The girl hid her blushing face on Cuthbert’s shoulder, whilst he answered with boyish straightforwardness:
“I will wed my cousin Cherry or none else. We have plighted our troth secretly, and she shall one day be my bride. If thou canst help me in this matter, it will make our lot easier; but, poor or rich, she shall be mine!”
The old woman nodded her head several times, and Cuthbert fancied that a greater benignity of expression crossed her wrinkled face.
“Brave words! brave words!” she muttered, “and a brave heart behind. Grandson to Isabel Wyvern! Ay, so it is; and there is Wyvern in that face as well as Trevlyn. For her sake—for her sake! Ay, I would do much for that.
“Boy,” she said suddenly, raising her voice and speaking in her witch-like accents again, “thou hast spoken a name which is as a talisman, and though thou hast asked a hard thing, I will help thee an I can. Yet I myself know naught. It is the familiar spirits that know, and they will not always come even at my call; they will not always speak sooth at my bidding. I can but use my arts; the rest lies with them; and this is a secret that has been long-time hid.”
“Ay, and the time has now come when it should be revealed,” answered Cuthbert boldly. “Use what arts thou wilt! I ask the answer to my question. I would know where the lost treasure lies.”
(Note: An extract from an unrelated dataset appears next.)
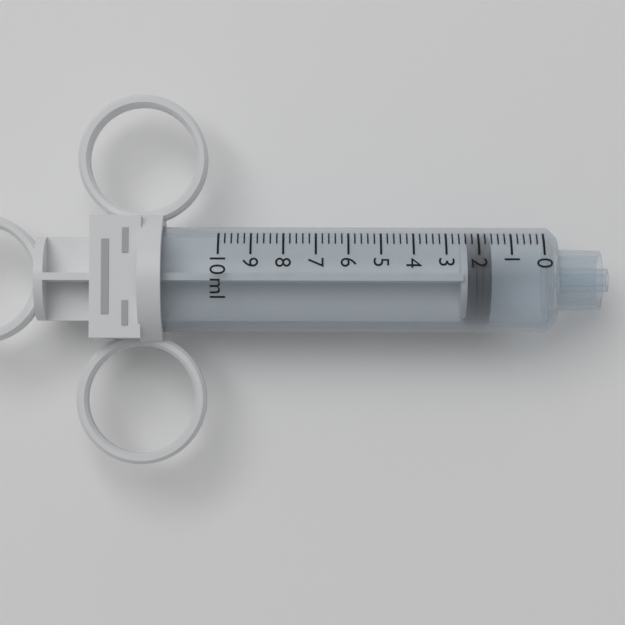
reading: 1.6 ml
As he spoke these words the room became suddenly darkened. Around them again as they stood there seemed to float voices and whispers, though not one articulate word could either hear. In the gloom they saw nothing save the fiery eyes of the great cat, which appeared to be crouched upon the table beside its mistress. The whisperings and voices, sometimes accompanied by soft or mocking laughter, continued for the space of several moments, and appeared to be interrupted at last by the tap of the wise woman’s wand upon the table, which three times repeated enforced a sudden silence.
The silence was for a moment more awe inspiring than what had gone first; but before Cherry had more time than sufficed to nip Cuthbert hard by the hand, they heard the old woman’s voice, in an accent of stern command, uttering one single word:
“Speak!”
There was a brief pause, and then a sweet low voice rose in the room and seemed to float round them, whilst the words with their rhythmic cadence fell distinctly on the ears of the listening pair:
“Three times three—on a moonlight
night,
The oak behind, the beech to right;
Three times three—over ling and moss,
Robin’s gain is Trevlyn’s loss.
“Three times three—the war is long,
Yet vengeance hums, and the back is strong;
Three times three—the dell is deep,
It knows its secret well to keep.
“Three times three—the bones gleam
white,
None dare pass by day or night;
Three times three—the riddle tell!
The answer lies in the pixies’ well.”